This guide shows you how to design webhook handlers that produce the same outcome no matter how many times they run.

Step 1: Understand Why Idempotency Matters

When AsyncQueue executes a task and calls your targetUrl, the request might be retried if:

  • Your server returns a 5xx error
  • The connection times out before your response reaches the queue
  • A network partition causes the delivery to appear failed

In all these cases, the task queue retries the request. Your handler might see the same payload twice with different timing.

What goes wrong without idempotency:

// DANGEROUS - not idempotent
app.post('/api/process-order', async (req, res) => {
const { orderId, amount } = req.body;
// This runs EVERY time the webhook fires
await db.orders.insert({ orderId, amount, status: 'paid' });
await chargeCustomer(orderId, amount); // double charge!
await sendConfirmationEmail(orderId); // duplicate email!
res.json({ received: true });
});

Step 2: Use Unique Task IDs as Idempotency Keys

Every task in AsyncQueue carries a unique identifier. Use that ID to track which events you have already handled.

app.post('/api/process-order', async (req, res) => {
const taskId = req.headers['x-asyncqueue-task-id'] || req.body.taskId;
// Check if we already processed this task
const existing = await db.processedEvents.findOne({ taskId });
if (existing) {
// Already handled, return success without doing anything
return res.json({ received: true, deduplicated: true });
}
// Process the event
await db.orders.update(req.body.orderId, { status: 'paid' });
await chargeCustomer(req.body.orderId, req.body.amount);
await sendConfirmationEmail(req.body.orderId);
// Record that we processed this task
await db.processedEvents.insert({ taskId, processedAt: new Date() });
res.json({ received: true });
});

Tip: Clean up old entries from your processed events table on a schedule.
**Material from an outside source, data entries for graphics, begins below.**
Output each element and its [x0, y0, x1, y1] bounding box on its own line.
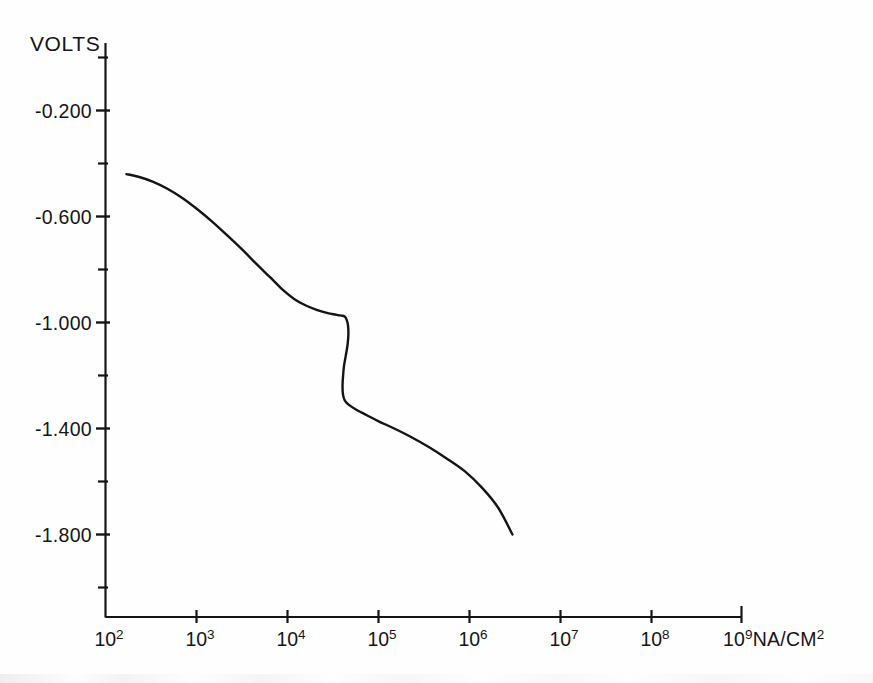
y-tick-label-1: -0.200	[6, 100, 92, 123]
x-tick-label-6: 107	[549, 628, 578, 651]
x-tick-label-3: 104	[276, 628, 305, 651]
x-tick-base-3: 10	[276, 628, 298, 650]
y-tick-label-2: -0.600	[6, 206, 92, 229]
x-tick-exp-4: 5	[389, 627, 397, 642]
x-major-ticks	[197, 606, 742, 623]
scan-edge-artifact	[0, 674, 873, 683]
x-tick-base-6: 10	[549, 628, 571, 650]
x-tick-exp-2: 3	[207, 627, 215, 642]
x-tick-label-7: 108	[640, 628, 669, 651]
x-tick-base-1: 10	[94, 628, 116, 650]
x-tick-label-5: 106	[458, 628, 487, 651]
x-tick-base-5: 10	[458, 628, 480, 650]
y-axis-title: VOLTS	[30, 32, 100, 56]
x-tick-exp-3: 4	[298, 627, 306, 642]
x-unit-exp: 2	[817, 627, 825, 642]
x-tick-exp-6: 7	[571, 627, 579, 642]
x-tick-label-4: 105	[367, 628, 396, 651]
y-tick-label-3: -1.000	[6, 312, 92, 335]
x-tick-base-8: 10	[723, 628, 745, 650]
x-tick-base-2: 10	[185, 628, 207, 650]
x-tick-base-7: 10	[640, 628, 662, 650]
x-axis-unit-label: 109NA/CM2	[723, 628, 824, 651]
x-tick-exp-1: 2	[116, 627, 124, 642]
data-curve	[126, 174, 512, 534]
x-tick-label-2: 103	[185, 628, 214, 651]
x-unit-text: NA/CM	[753, 628, 817, 650]
y-major-ticks	[96, 111, 110, 535]
x-tick-base-4: 10	[367, 628, 389, 650]
y-tick-label-4: -1.400	[6, 418, 92, 441]
y-tick-label-5: -1.800	[6, 524, 92, 547]
figure-canvas: VOLTS -0.200 -0.600 -1.000 -1.400 -1.800…	[0, 0, 873, 683]
x-tick-label-1: 102	[94, 628, 123, 651]
x-tick-exp-8: 9	[745, 627, 753, 642]
x-tick-exp-5: 6	[480, 627, 488, 642]
x-tick-exp-7: 8	[662, 627, 670, 642]
plot-area	[0, 0, 873, 683]
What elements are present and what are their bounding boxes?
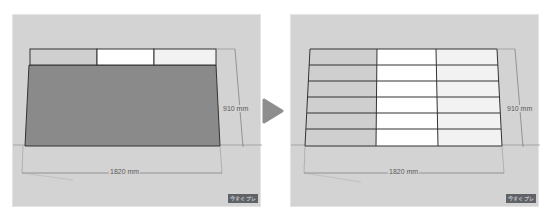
overlay-badge: 今すぐプレ	[228, 194, 258, 203]
overlay-badge: 今すぐプレ	[506, 194, 536, 203]
width-dimension-label: 1820 mm	[388, 168, 419, 175]
after-viewport: 910 mm 1820 mm 今すぐプレ	[290, 14, 539, 207]
after-drawing	[291, 15, 540, 208]
height-dimension-label: 910 mm	[222, 105, 249, 112]
height-dimension-label: 910 mm	[506, 105, 533, 112]
before-viewport: 910 mm 1820 mm 今すぐプレ	[12, 14, 261, 207]
width-dimension-label: 1820 mm	[109, 168, 140, 175]
play-arrow-icon	[262, 98, 284, 128]
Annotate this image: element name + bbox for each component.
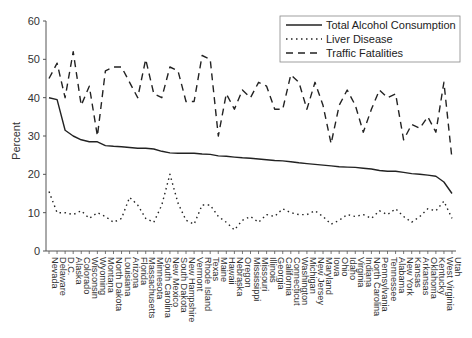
legend-item-traffic-fatalities: Traffic Fatalities bbox=[326, 47, 404, 59]
series-traffic-fatalities bbox=[49, 52, 452, 159]
y-tick-label: 20 bbox=[28, 168, 40, 180]
x-axis-labels: NevadaDelawareD.C.AlaskaColoradoWisconsi… bbox=[50, 257, 463, 322]
line-chart: 0102030405060 NevadaDelawareD.C.AlaskaCo… bbox=[0, 0, 472, 338]
y-tick-label: 60 bbox=[28, 15, 40, 27]
series-lines bbox=[49, 52, 452, 230]
x-tick-label: Utah bbox=[453, 257, 463, 276]
y-tick-label: 40 bbox=[28, 92, 40, 104]
y-tick-label: 30 bbox=[28, 130, 40, 142]
series-liver-disease bbox=[49, 174, 452, 230]
y-tick-label: 50 bbox=[28, 53, 40, 65]
y-tick-label: 10 bbox=[28, 207, 40, 219]
legend-item-liver-disease: Liver Disease bbox=[326, 33, 393, 45]
y-axis-label: Percent bbox=[10, 122, 22, 160]
y-tick-label: 0 bbox=[34, 245, 40, 257]
legend-item-total-alcohol: Total Alcohol Consumption bbox=[326, 19, 456, 31]
legend: Total Alcohol Consumption Liver Disease … bbox=[280, 16, 460, 62]
series-total-alcohol-consumption bbox=[49, 98, 452, 194]
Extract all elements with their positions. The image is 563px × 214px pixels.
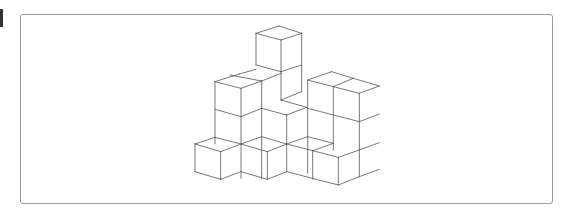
left-edge-marker <box>0 9 3 27</box>
cube-stack-figure <box>180 20 400 210</box>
Events older than 7 days are unlikely to be retried.

Step 3: Make Database Operations Idempotent

Even with deduplication, individual database operations should be safe to repeat.

Use upserts instead of inserts:

// BAD - fails or duplicates on retry
await db.orders.insert({ orderId, status: 'paid', amount: 99.99 });
// GOOD - safe to repeat
await db.orders.upsert(
{ orderId }, // match key
{ orderId, status: 'paid', amount: 99.99 } // values
);

Use conditional updates:

// BAD - overwrites regardless of current state
await db.orders.update(orderId, { status: 'shipped' });
// GOOD - only transitions from expected state
const result = await db.orders.updateWhere(
{ orderId, status: 'paid' }, // only update if currently 'paid'
{ status: 'shipped' }
);
if (result.modifiedCount === 0) {
console.log('Order already shipped or in unexpected state');
}

Use database transactions for multi-step operations:

await db.transaction(async (tx) => {
const order = await tx.orders.findForUpdate(orderId);
// Skip if already processed
if (order.status !== 'pending') return;
await tx.orders.update(orderId, { status: 'paid' });
await tx.ledger.insert({ orderId, amount, type: 'payment' });
});

Step 4: Handle Side Effects Safely

Side effects like sending emails, calling external APIs, or charging credit cards cannot be reversed by a database rollback. Protect them with guard checks.

Pattern: guard with a status flag

app.post('/api/fulfill-order', async (req, res) => {
const { orderId } = req.body;
const order = await db.orders.findOne({ orderId });
if (order.emailSent) {
return res.json({ received: true });
}
// Send the email
await sendConfirmationEmail(order.customerEmail, orderId);
// Mark as sent AFTER successful send
await db.orders.update(orderId, { emailSent: true });
res.json({ received: true });
});

Pattern: use external idempotency keys

Many payment APIs support idempotency keys. Pass your task ID:

await stripe.charges.create(
{ amount: 9999, currency: 'usd', customer: customerId },
{ idempotencyKey: taskId } // Stripe deduplicates for you
);

Step 5: Test for Idempotency

The simplest test: call your webhook handler twice with the same payload and verify the side effects fire only once.

// Test: verify idempotency
const payload = { orderId: 'test_123', amount: 50 };
// First call - should process
const res1 = await fetch('/api/process-order', {
method: 'POST',
body: JSON.stringify(payload),
});
assert(res1.status === 200);
// Second call with same payload - should not duplicate
const res2 = await fetch('/api/process-order', {
method: 'POST',
body: JSON.stringify(payload),
});
assert(res2.status === 200);
// Verify: only one order, one charge, one email
const orders = await db.orders.find({ orderId: 'test_123' });
assert(orders.length === 1);

Checklist for idempotent handlers:

CheckQuestion
DeduplicationDo you track processed event IDs?
Database opsAre all writes upserts or conditional updates?
Side effectsAre emails, charges, and notifications guarded by status flags?
ConcurrencyCan two simultaneous deliveries cause a race condition?
CleanupDo you expire old deduplication records?